A multi-approach study in a series of 25 Czech and Slovak patients with acid sphingomyelinase deficiency revealed a broad phenotypic variability within Niemann-Pick disease types A and B. The clinical manifestation of only 9 patients fulfilled the historical classification: 5 with the rapidly progressive neurovisceral infantile type A and 4 with a slowly progressive visceral type B.
Sixteen patients (64%) represented a hitherto scarcely documented 'intermediate type' (IT). Twelve patients showed a protracted neurovisceral course with overt or mild neurological symptoms, three a rapidly progressing fatal visceral affection with rudimentary neurological lesion.
One patient died early from a severe visceral disease. The genotype in our patients was represented by 4 frameshift and 14 missense mutations.
Six were novel (G166R, R228H, A241V, D251E, D278A, A595fsX601). The Q292K mutation (homoallelic, heteroallelic) was strongly associated with a protracted neurovisceral phenotype (10 of 12 cases).
The sphingomyelin loading test in living fibroblasts resulted in total degradation from less than 2% in classical type A to 70-80% in classical type B. In the IT group it ranged from 5% to 49% in a 24 h chase.
The liver storage showed three patterns: diffuse, zonal (centrolobular), and discrete submicroscopic. Our series showed a notable variability in both the neurological and visceral lesions as well as in their proportionality and synchrony, and demonstrates a continuum between the historical 'A' and 'B' phenotypes of ASM deficiency.
This points to a broad phenotypic potential of ASM deficiency, suggesting the existence of still unknown factors independently controlling the storage level in the visceral and neuronal compartments. This report highlights the important position of the IT in the ASM deficiency phenotype classification.
We define IT as a cluster of variants combining clinical features of both the classical types. The protracted neuronopathic variant with overt, borderline or subclinical neurology prevails and is important in view of future enzyme replacement therapy.
It appears more common in central Europe. The visceral, rapidly progressing early fatal type has been recognized rarely so far.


The lines to find are those in the entries that hold the word "maintenance"; copy every one of them.

-------- Records supplied --------

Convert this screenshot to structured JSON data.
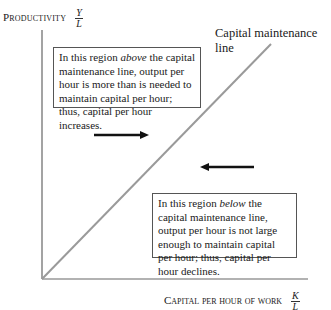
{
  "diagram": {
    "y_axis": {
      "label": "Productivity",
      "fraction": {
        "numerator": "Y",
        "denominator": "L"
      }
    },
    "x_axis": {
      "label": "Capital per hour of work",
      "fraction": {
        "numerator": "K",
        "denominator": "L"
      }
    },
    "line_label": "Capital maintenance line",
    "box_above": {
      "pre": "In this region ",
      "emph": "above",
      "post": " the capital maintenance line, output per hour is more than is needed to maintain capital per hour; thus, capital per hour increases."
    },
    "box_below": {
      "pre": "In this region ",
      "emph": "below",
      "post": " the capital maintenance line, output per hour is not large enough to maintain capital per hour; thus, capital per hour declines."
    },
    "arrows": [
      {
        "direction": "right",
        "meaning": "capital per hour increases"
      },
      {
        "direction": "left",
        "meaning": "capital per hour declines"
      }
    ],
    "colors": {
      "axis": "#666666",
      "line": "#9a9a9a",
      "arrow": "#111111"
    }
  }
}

--------
-------- Records supplied --------

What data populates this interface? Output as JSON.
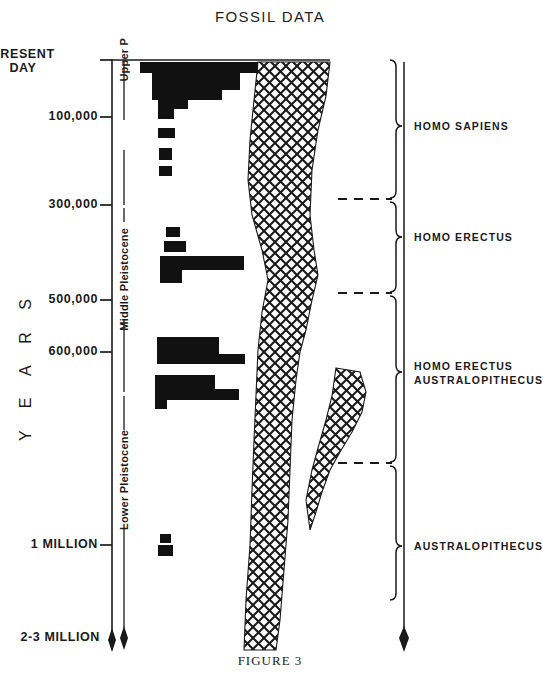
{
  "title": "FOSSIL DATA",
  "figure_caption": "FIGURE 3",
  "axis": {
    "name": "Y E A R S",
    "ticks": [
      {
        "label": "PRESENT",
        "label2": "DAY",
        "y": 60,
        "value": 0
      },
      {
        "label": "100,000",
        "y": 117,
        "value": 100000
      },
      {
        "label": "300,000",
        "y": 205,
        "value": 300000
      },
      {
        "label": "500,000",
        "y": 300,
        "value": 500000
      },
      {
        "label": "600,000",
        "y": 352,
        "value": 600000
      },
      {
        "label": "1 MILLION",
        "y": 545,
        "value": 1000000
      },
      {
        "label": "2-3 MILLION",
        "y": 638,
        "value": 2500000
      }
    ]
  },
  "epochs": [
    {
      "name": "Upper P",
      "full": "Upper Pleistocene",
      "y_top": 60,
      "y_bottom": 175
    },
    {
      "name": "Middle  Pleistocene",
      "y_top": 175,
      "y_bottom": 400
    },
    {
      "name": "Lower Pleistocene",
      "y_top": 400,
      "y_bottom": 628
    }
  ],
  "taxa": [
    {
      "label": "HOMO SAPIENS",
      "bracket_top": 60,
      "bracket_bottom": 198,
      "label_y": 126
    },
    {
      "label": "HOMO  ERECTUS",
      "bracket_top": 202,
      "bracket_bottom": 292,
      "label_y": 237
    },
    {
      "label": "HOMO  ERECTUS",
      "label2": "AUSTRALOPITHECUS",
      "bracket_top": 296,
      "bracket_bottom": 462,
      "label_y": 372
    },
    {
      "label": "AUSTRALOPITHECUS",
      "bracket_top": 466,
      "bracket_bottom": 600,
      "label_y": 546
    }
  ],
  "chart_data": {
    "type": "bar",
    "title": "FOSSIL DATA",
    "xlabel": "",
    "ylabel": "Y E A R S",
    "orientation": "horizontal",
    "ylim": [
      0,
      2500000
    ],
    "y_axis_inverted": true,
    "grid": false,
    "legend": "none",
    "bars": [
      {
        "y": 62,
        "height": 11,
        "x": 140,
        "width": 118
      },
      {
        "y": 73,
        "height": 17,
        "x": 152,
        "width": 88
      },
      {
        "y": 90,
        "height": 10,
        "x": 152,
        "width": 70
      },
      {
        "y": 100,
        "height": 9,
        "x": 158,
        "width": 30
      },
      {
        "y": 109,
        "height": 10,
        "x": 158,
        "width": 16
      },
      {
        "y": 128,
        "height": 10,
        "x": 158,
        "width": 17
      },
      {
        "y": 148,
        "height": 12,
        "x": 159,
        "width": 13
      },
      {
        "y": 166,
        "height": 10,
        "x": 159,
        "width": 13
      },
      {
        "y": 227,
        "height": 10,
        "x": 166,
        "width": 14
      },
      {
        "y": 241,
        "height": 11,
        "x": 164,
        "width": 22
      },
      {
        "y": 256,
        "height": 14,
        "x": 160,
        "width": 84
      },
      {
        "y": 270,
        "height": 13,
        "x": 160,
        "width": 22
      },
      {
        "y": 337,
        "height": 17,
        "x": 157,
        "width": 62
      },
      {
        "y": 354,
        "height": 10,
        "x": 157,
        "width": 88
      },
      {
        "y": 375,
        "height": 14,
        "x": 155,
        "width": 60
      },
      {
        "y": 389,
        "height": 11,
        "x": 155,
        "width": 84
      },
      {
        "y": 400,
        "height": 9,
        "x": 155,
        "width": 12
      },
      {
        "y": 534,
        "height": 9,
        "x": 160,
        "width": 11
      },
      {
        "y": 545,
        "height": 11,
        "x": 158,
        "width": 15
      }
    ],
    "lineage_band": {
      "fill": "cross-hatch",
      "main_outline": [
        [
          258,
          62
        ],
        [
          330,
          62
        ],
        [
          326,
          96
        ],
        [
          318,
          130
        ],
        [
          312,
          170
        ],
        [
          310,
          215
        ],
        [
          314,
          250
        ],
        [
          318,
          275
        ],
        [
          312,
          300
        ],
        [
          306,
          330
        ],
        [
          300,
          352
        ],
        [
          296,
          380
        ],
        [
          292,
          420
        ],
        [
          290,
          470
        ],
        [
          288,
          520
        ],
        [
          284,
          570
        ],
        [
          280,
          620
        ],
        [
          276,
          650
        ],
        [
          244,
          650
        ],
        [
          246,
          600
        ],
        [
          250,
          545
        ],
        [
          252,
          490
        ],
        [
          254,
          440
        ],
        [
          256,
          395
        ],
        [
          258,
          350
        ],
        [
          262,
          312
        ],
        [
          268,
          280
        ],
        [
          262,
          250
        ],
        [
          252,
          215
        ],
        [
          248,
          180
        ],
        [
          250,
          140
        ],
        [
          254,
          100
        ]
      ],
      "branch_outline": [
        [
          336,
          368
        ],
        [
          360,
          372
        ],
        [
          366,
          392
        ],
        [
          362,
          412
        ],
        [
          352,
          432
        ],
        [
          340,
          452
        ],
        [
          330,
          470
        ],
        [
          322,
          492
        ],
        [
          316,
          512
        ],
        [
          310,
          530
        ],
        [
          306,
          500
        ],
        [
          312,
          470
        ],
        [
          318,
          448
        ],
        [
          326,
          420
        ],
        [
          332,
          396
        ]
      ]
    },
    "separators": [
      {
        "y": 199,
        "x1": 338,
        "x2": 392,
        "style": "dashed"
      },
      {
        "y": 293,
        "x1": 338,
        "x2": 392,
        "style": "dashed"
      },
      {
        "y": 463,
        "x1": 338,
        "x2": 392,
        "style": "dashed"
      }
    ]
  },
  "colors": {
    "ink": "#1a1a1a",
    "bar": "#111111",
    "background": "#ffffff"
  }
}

--------
-------- Records supplied --------

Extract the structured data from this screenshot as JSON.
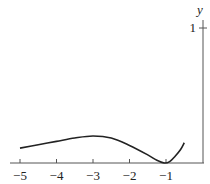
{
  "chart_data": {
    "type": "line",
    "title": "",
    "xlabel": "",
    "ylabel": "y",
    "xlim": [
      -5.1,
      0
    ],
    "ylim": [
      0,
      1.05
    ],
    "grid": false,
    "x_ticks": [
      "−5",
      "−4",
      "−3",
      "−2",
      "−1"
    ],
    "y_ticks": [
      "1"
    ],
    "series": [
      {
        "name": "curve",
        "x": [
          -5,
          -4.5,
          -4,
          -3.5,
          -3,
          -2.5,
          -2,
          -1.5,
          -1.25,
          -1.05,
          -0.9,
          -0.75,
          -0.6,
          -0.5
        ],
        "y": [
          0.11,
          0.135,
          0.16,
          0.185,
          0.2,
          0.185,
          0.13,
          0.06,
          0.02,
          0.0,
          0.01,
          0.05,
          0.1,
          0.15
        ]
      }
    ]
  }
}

--------

#### [Task result]
    "line_label": "Capital maintenance line",
      "post": " the capital maintenance line, output per hour is more than is needed to maintain capital per hour; thus, capital per hour increases."
      "post": " the capital maintenance line, output per hour is not large enough to maintain capital per hour; thus, capital per hour declines."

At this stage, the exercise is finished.